Lesbian mothers confronted straight society with those faculties and responsibilities that lesbians share with all women; lesbians are, after all, nothing if not women. A generation ago lesbian mothers lost custody of their children in the courts because they were lesbians. Now they don’t. 

Reproductive rights aren’t just negative, the right to say no, the right to not get pregnant - they are also about the right to say yes to desire. Sexuality is social and sexuality shared with others is always about the politics of pleasure and care, property and procreation.

Having secured its control over sexual life in referendums in the 1980s, the catholic church seemed unassailable; conservative catholicism locked Ireland in its cold house. But sex and sin, the very themes that seemed to naturalise its power, were also its downfall.

Onward momentum

Large mural appears in Dublin city centre.

Large mural appears in Dublin city centre. Demotix/Brendan Donnelly. All rights reserved.

The Coalition to Repeal the Eighth Amendment--which has been immersed in the gay referendum campaign--is building momentum, and after recovering from the effort and the celebrations had this to say:

“The landslide victory for marriage equality was a historic and thrilling victory and clears the way for so much unfinished business. We need to build on the huge support for equality shown in the last months and weeks by people of all ages, up and down the country and work to repeal the eighth amendment.

“The presence of the eighth amendment in the Irish constitution is a source of discrimination against all women living in Ireland. It particularly affects marginalised women who have suffered disproportionately for decades; migrant women, women with low or no income, women who are unable to travel for whatever reason, women facing a crisis pregnancy and women who need an abortion for medical reasons.

“We welcome the comments made by ministers from both government parties about the need to continue the momentum for social change in Ireland by repealing the eight amendment. We are particularly encouraged by the Tánaiste Joan Burton’s pledge of support for a referendum to repeal the eighth amendment. However, we would urge her to commit to holding the referendum in the lifetime of the government.

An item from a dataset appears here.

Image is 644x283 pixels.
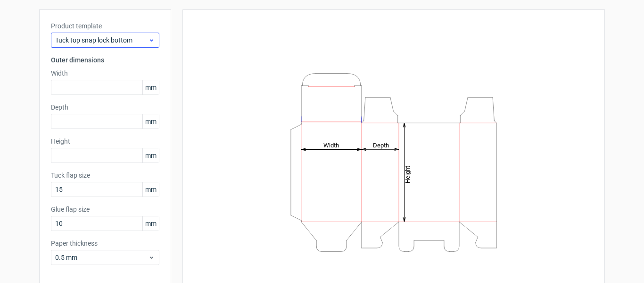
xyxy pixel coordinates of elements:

“Women in Ireland cannot afford to wait any longer. Every day 12 women are forced into exile and made to travel abroad to access abortion. Opinion poll after opinion poll indicates that an enormous shift in support for abortion reform and the electorate is overwhelmingly in support of repeal of the eighth amendment. Therefore we call on the government to build on this wonderful momentum for change, and give women living in Ireland full control over their reproductive choices.”

Burton announced that the Labour Party will put repeal of the 8th into its 2016 General Election manifesto.

Ireland’s churches and governments have been assailed on three fronts in the last three decades: child abuse, reproductive rights and homosexuality--but not at the same pace and in the same conditions; they do not meet the same forms of institutional resistance or bestow the same blessings.

Nor do they operate at each other’s expense, they don’t compete, their movements do not diminish each other--but they all diminish patriarchal theocracy.